Leila: And that’s tied to privilege and relation to Empire. Universality still falls under “First World” or “Third World” baggage as affiliated political projects. If a company is from Cuba, it’s Cuban. If it’s from Russia (or another country we’re afraid of), it’s tied to national origin. Other times it’s tokenized to advance state interests (e.g. Shen Yun criticizing China or Ukrainian allyship with the US). Modern dance is ideal because you can argue both subjectivity and abstraction. It can mean nothing and everything so the state can use it.

A middle aged white cis woman with a brown/gray bob in a black shirt and pink eyeglasses smiles toward the camera.
Photo by Sophie Leininger [ID: Sima Belmar, a middle aged white cis woman with a brown/gray bob in a black shirt and pink eyeglasses smiles and stands with arms asymmetrically crossed against a bright yellow background.]

Sima: Yeah, a lot of the anti-BDS rhetoric centers on the individual artist and how unjust it is that they should suffer just because their state is committing war crimes. Even hearing myself say that, it’s bonkers. However, this response suggests a complete misunderstanding of what BDS is. This is about opposing state-sponsored violence, an illegal occupation—ask the International Court of Justice. So even though Batsheva and Naharin become collateral damage, it’s not personal. Plus, it’s minor in comparison to what’s happening in Palestine. I can’t help but feel that the anti-BDS folks are spitting in the face of actual material suffering of Jews, Arabs, Israelis, Palestinians, historically and today.

And, I’m certain this will be an unpopular opinion, but I’m not moved by arguments like, “Oh no, this artwork will never be seen!” As you said earlier, who knows how many of the children murdered by state violence would have become artists with amazing work to share?

Leila: Exactly. Dance is resistance. It can be liberatory. But that doesn’t mean it always is. It can be co-opted, and it’s on us to maintain its integrity and to criticize it to ensure that it goes where we need it to. It isn’t devoid of politics. It is politics. We’re watching a genocide. As artists, we cannot fall under some naive assumption that the arts are above the realities of that or that seeing a dance piece is more important than the lives of Gazans. We have a responsibility to this movement. Disappointment over missing a hypothetical new work shouldn’t be something we’re willing to think much less voice. These are lives we’re talking about. We need to get some perspective here. We must do everything in our power to reckon with our past and be critical of our work. Dance is potent and it’s about time we act like it.
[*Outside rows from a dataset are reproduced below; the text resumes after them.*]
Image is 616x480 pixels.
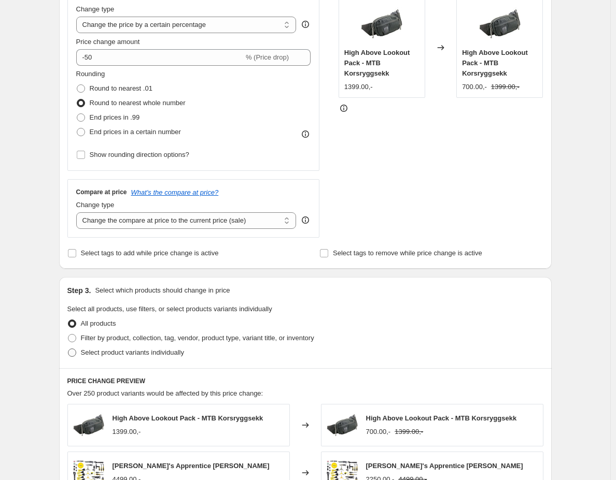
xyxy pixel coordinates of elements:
[90,114,140,121] span: End prices in .99
[462,49,528,77] span: High Above Lookout Pack - MTB Korsryggsekk
[90,151,189,159] span: Show rounding direction options?
[76,49,244,66] input: -15
[300,215,310,225] div: help
[90,128,181,136] span: End prices in a certain number
[366,462,523,470] span: [PERSON_NAME]'s Apprentice [PERSON_NAME]
[76,5,115,13] span: Change type
[366,427,391,437] div: 700.00,-
[112,462,270,470] span: [PERSON_NAME]'s Apprentice [PERSON_NAME]
[67,377,543,386] h6: PRICE CHANGE PREVIEW
[394,427,423,437] strike: 1399.00,-
[81,349,184,357] span: Select product variants individually
[76,38,140,46] span: Price change amount
[76,201,115,209] span: Change type
[81,334,314,342] span: Filter by product, collection, tag, vendor, product type, variant title, or inventory
[479,3,520,45] img: high-above-lookout-pack-mtb-korsryggsekk-hoftebelte-416_80x.jpg
[491,82,519,92] strike: 1399.00,-
[333,249,482,257] span: Select tags to remove while price change is active
[344,49,410,77] span: High Above Lookout Pack - MTB Korsryggsekk
[246,53,289,61] span: % (Price drop)
[112,415,263,422] span: High Above Lookout Pack - MTB Korsryggsekk
[76,70,105,78] span: Rounding
[300,19,310,30] div: help
[95,286,230,296] p: Select which products should change in price
[366,415,517,422] span: High Above Lookout Pack - MTB Korsryggsekk
[131,189,219,196] button: What's the compare at price?
[327,410,358,441] img: high-above-lookout-pack-mtb-korsryggsekk-hoftebelte-416_80x.jpg
[81,249,219,257] span: Select tags to add while price change is active
[112,427,141,437] div: 1399.00,-
[67,286,91,296] h2: Step 3.
[67,305,272,313] span: Select all products, use filters, or select products variants individually
[76,188,127,196] h3: Compare at price
[462,82,487,92] div: 700.00,-
[361,3,402,45] img: high-above-lookout-pack-mtb-korsryggsekk-hoftebelte-416_80x.jpg
[67,390,263,398] span: Over 250 product variants would be affected by this price change:
[90,84,152,92] span: Round to nearest .01
[90,99,186,107] span: Round to nearest whole number
[344,82,373,92] div: 1399.00,-
[73,410,104,441] img: high-above-lookout-pack-mtb-korsryggsekk-hoftebelte-416_80x.jpg
[81,320,116,328] span: All products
This article appeared in the Fall 2024 issue of In Dance.


Leila Mire (she/her) is a researcher, performer, choreographer, community organizer, and educator. She is a current PhD candidate at UC Berkeley in the Theatre, Dance, Performance Studies Program and is an alumni of New York University and George Mason University. Her research looks at how dance is co-opted, appropriated, and performed for state and anti-imperial interests, particularly as it pertains to Palestine and its occupation.

Sima Belmar, PhD, is a Lecturer in the Department of Theater, Dance, & Performance Studies at UC Berkeley. She has been a member of the Bay Area dance community since the early 1990s as a dance critic, columnist, podcaster, educator, choreographer, and dancer. From 2019-2022, Sima was writer-in-residence at ODC where she created and hosted the ODC podcast Dance Cast. Her writing has been featured in a variety of local, national, and international newspapers, magazines, and academic journals. She currently dances for Andrew Merrell’s Slack Dance and works as an editor and writing coach for students and artists.